Fiction   Essays   Poetry  The Ten On Baseball Chapbooks In Memory






Salvatore Marici




Cubs Suck

I shout through Kathy’s screen door
“Good news the Sox beat the Cubs”
while she puttszes over fluffy lettuce plants.
She whispers, “Shh, I have Cub fans for neighbors”

I reply, “My dad, brother and I rooted for the Sox.
I grew up in Chicago’s Northwest on Waveland Ave
where out of the park homerun balls land.”

Unescorted white middle class 7th graders
step into the Addison bus,
6 miles 2 blocks east we step out on Clark Street
a Puerto Rican neighborhood in front of Wrigley Field.

A dollar gets us in where NASA conducts experiments
on the 300 fans who absorb lost games
like black holes absorb light.
We whoosh pass Andy Frain Ushers, sit in box seats
away from the columns blocking fairy tale ivy.

A block east, the Red Line El stops for passengers.
Hinges connect the five cars pivoting
metal wheels screech a high pitch on a curvy track
arm-length from apartment windows
submerge into the tunnel at the loop -- climb out after
speed on the Dan Ryan through the Color slums

to Comiskey Park in Bridgeport where Daley lives
with his Irish blue-collar loyalists
like the IRA patrol Armor Square Park
buffering them from the projects on the other side.

The stockyard stench hangs
inside the colossal concrete stadium.
South-siders anticipate the exploding billboard
displays the losing Cubs’ score
cheer like Romans watching gladiators bleed.

Today, June 28 2008 among Quad Cities Cubs’ fans
like at recess in O A Thorp’s playground in 1973
I give the crowd the finger.







©2008 by Salvatore Marici

Salvatore Marici's poems have appeared in Oysters and Chocolate and Zygote in my Coffee. His work has also appeared in the Out Loud Anthologies of Poetry, placed in several contests, and is forthcoming in "More Sweet Lemons." He lives in the Midwest on the edge of urban sprawl with his three cats, Moe, Curly, and Ruby Tuesday. For more of his work see the Quint City Poets web site.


YOUR INSTRUCTIONS.
Find the line containing "where is each element in this w=612" in the listing below; reproduce it and every line after, exactly. Skip pictures.

SUPPLIED MATERIAL.
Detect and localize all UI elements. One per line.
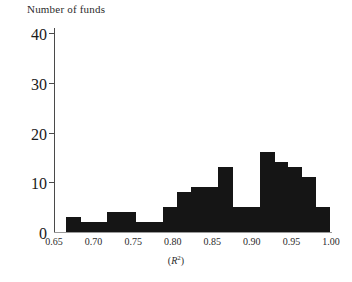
y-tick-label-30: 30 [0,76,47,94]
y-tick-label-0: 0 [0,225,47,243]
x-tick-label-0.65: 0.65 [45,236,63,247]
histogram-bar [191,187,206,232]
y-tick-30 [49,83,55,84]
y-axis-line [54,28,55,233]
histogram-bar [260,152,275,232]
histogram-bar [94,222,109,232]
y-tick-40 [49,33,55,34]
histogram-bar [149,222,164,232]
y-tick-label-20: 20 [0,126,47,144]
histogram-bar [80,222,95,232]
x-tick-label-0.80: 0.80 [164,236,182,247]
histogram-bar [135,222,150,232]
histogram-bar [204,187,219,232]
y-tick-label-10: 10 [0,175,47,193]
x-tick-label-0.90: 0.90 [243,236,261,247]
y-tick-10 [49,182,55,183]
histogram-chart: Number of funds 010203040 0.650.700.750.… [0,0,352,282]
histogram-bar [163,207,178,232]
histogram-bar [232,207,247,232]
y-tick-label-40: 40 [0,26,47,44]
x-tick-label-0.85: 0.85 [204,236,222,247]
histogram-bar [66,217,81,232]
histogram-bar [177,192,192,232]
x-axis-title: (R2) [0,254,352,266]
histogram-bar [315,207,330,232]
x-tick-label-0.75: 0.75 [124,236,142,247]
histogram-bar [246,207,261,232]
histogram-bar [287,167,302,232]
histogram-bar [274,162,289,232]
x-tick-label-1.00: 1.00 [322,236,340,247]
x-tick-label-0.95: 0.95 [283,236,301,247]
histogram-bar [218,167,233,232]
y-tick-20 [49,133,55,134]
histogram-bar [107,212,122,232]
x-tick-label-0.70: 0.70 [85,236,103,247]
x-axis-line [54,232,332,233]
x-axis-title-text: (R2) [168,255,184,266]
plot-area: 010203040 0.650.700.750.800.850.900.951.… [0,0,352,282]
histogram-bar [301,177,316,232]
histogram-bar [121,212,136,232]
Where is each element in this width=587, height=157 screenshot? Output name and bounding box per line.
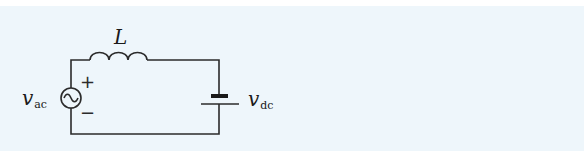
ac-subscript: ac <box>34 98 47 111</box>
dc-subscript: dc <box>260 99 273 112</box>
circuit-diagram: L + − vac vdc <box>0 0 587 157</box>
ac-symbol: v <box>22 86 34 110</box>
ac-minus-sign: − <box>80 102 95 123</box>
dc-symbol: v <box>248 87 260 111</box>
ac-source-label: vac <box>22 86 47 111</box>
ac-source-icon <box>61 88 81 108</box>
battery-icon <box>201 94 239 104</box>
inductor-coil-icon <box>90 53 147 61</box>
wire-top-right <box>147 60 219 96</box>
inductor-label: L <box>113 25 127 49</box>
ac-plus-sign: + <box>80 71 95 92</box>
dc-source-label: vdc <box>248 87 274 112</box>
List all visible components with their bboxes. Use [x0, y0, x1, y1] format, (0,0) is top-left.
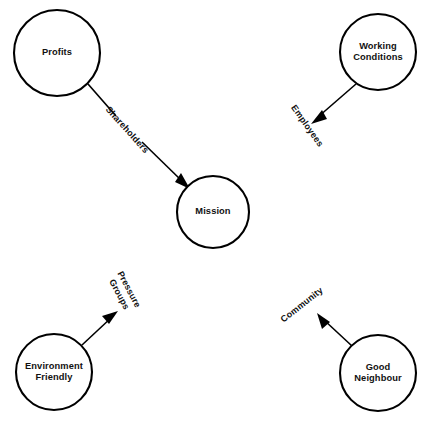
- arrow-head-icon: [102, 311, 118, 324]
- diagram-canvas: [0, 0, 429, 429]
- edge-environment-pressure: [82, 311, 118, 345]
- node-circle-environment[interactable]: [16, 334, 92, 410]
- edge-line-segment: [318, 84, 356, 117]
- edge-working-employees: [311, 84, 356, 124]
- edge-line-segment: [88, 84, 116, 116]
- stakeholder-diagram: Profits Working Conditions Mission Envir…: [0, 0, 429, 429]
- edge-profits-mission: [88, 84, 190, 189]
- node-circle-neighbour[interactable]: [340, 335, 416, 411]
- node-circle-mission[interactable]: [177, 176, 249, 248]
- edge-neighbour-community: [317, 313, 352, 346]
- node-circle-profits[interactable]: [14, 10, 100, 96]
- edge-line-segment: [142, 142, 183, 182]
- arrow-head-icon: [317, 313, 330, 329]
- edge-line-segment: [324, 320, 352, 346]
- node-circle-working[interactable]: [340, 14, 416, 90]
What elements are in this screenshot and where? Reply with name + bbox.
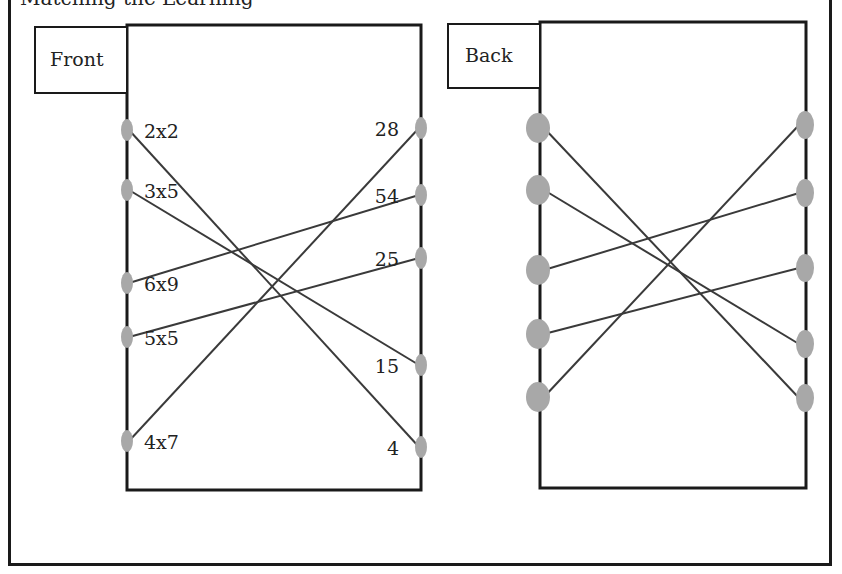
front-left-dot[interactable] — [121, 326, 133, 348]
back-right-dot[interactable] — [796, 254, 814, 282]
back-label: Back — [465, 44, 513, 66]
back-left-dot[interactable] — [526, 175, 550, 205]
front-card: Front 2x23x56x95x54x7285425154 — [35, 25, 427, 490]
connection-line[interactable] — [544, 193, 799, 270]
front-left-dot[interactable] — [121, 119, 133, 141]
front-left-dot[interactable] — [121, 430, 133, 452]
front-right-item-label: 4 — [387, 437, 399, 459]
front-label: Front — [50, 48, 104, 70]
front-right-dot[interactable] — [415, 184, 427, 206]
front-left-dot[interactable] — [121, 272, 133, 294]
front-right-dot[interactable] — [415, 117, 427, 139]
back-panel — [540, 22, 806, 488]
back-right-dot[interactable] — [796, 111, 814, 139]
connection-line[interactable] — [544, 190, 799, 344]
front-right-dot[interactable] — [415, 247, 427, 269]
back-right-dot[interactable] — [796, 384, 814, 412]
connection-line[interactable] — [544, 268, 799, 334]
front-left-item-label: 2x2 — [144, 120, 179, 142]
back-left-dot[interactable] — [526, 255, 550, 285]
front-right-dot[interactable] — [415, 354, 427, 376]
front-left-item-label: 5x5 — [144, 327, 179, 349]
back-left-dot[interactable] — [526, 113, 550, 143]
back-left-dot[interactable] — [526, 319, 550, 349]
back-left-dot[interactable] — [526, 382, 550, 412]
front-right-item-label: 25 — [375, 248, 399, 270]
front-right-item-label: 15 — [375, 355, 399, 377]
front-left-item-label: 4x7 — [144, 431, 179, 453]
front-right-dot[interactable] — [415, 436, 427, 458]
back-card: Back — [448, 22, 814, 488]
front-left-dot[interactable] — [121, 179, 133, 201]
front-right-item-label: 54 — [375, 185, 399, 207]
front-left-item-label: 6x9 — [144, 273, 179, 295]
back-right-dot[interactable] — [796, 179, 814, 207]
front-right-item-label: 28 — [375, 118, 399, 140]
back-connection-lines — [544, 125, 799, 398]
front-left-item-label: 3x5 — [144, 180, 179, 202]
back-right-dot[interactable] — [796, 330, 814, 358]
matching-diagram: Front 2x23x56x95x54x7285425154 Back — [0, 0, 842, 574]
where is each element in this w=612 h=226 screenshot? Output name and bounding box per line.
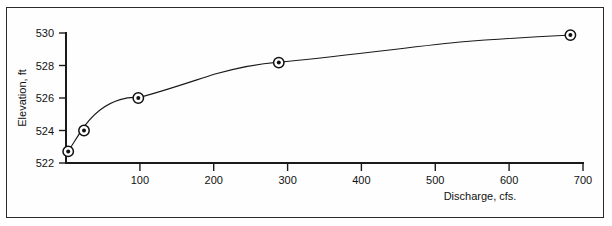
data-point [274,57,284,67]
x-tick-label-700: 700 [574,174,592,186]
figure-container: 530 528 526 524 522 100 200 300 400 500 … [0,0,612,226]
y-tick-marks [59,33,66,163]
x-tick-label-300: 300 [278,174,296,186]
data-point [565,30,575,40]
x-tick-label-600: 600 [500,174,518,186]
x-tick-labels: 100 200 300 400 500 600 700 [131,174,592,186]
x-tick-marks [140,163,583,171]
y-tick-label-526: 526 [36,92,54,104]
x-tick-label-100: 100 [131,174,149,186]
y-axis-title: Elevation, ft [16,69,28,126]
y-tick-labels: 530 528 526 524 522 [36,27,54,169]
x-tick-label-200: 200 [205,174,223,186]
data-point-markers [63,30,576,157]
chart-plot: 530 528 526 524 522 100 200 300 400 500 … [0,0,612,226]
y-tick-label-522: 522 [36,157,54,169]
y-tick-label-528: 528 [36,60,54,72]
x-tick-label-500: 500 [426,174,444,186]
y-tick-label-524: 524 [36,125,54,137]
x-axis-title: Discharge, cfs. [444,190,517,202]
data-point [79,125,89,135]
y-tick-label-530: 530 [36,27,54,39]
data-point [63,146,73,156]
data-curve [68,35,570,151]
x-tick-label-400: 400 [352,174,370,186]
data-point [133,93,143,103]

RESPONSE.
where is each element in this w=612 h=226 screenshot? Output name and bounding box per line.
data-point [274,57,284,67]
x-tick-label-700: 700 [574,174,592,186]
figure-container: 530 528 526 524 522 100 200 300 400 500 … [0,0,612,226]
y-tick-marks [59,33,66,163]
x-tick-label-300: 300 [278,174,296,186]
data-point [565,30,575,40]
x-tick-label-600: 600 [500,174,518,186]
x-tick-labels: 100 200 300 400 500 600 700 [131,174,592,186]
x-tick-marks [140,163,583,171]
y-tick-label-526: 526 [36,92,54,104]
x-tick-label-100: 100 [131,174,149,186]
y-axis-title: Elevation, ft [16,69,28,126]
y-tick-labels: 530 528 526 524 522 [36,27,54,169]
x-tick-label-200: 200 [205,174,223,186]
data-point-markers [63,30,576,157]
chart-plot: 530 528 526 524 522 100 200 300 400 500 … [0,0,612,226]
y-tick-label-522: 522 [36,157,54,169]
y-tick-label-528: 528 [36,60,54,72]
x-tick-label-500: 500 [426,174,444,186]
y-tick-label-524: 524 [36,125,54,137]
x-axis-title: Discharge, cfs. [444,190,517,202]
data-point [79,125,89,135]
y-tick-label-530: 530 [36,27,54,39]
data-point [63,146,73,156]
data-curve [68,35,570,151]
x-tick-label-400: 400 [352,174,370,186]
data-point [133,93,143,103]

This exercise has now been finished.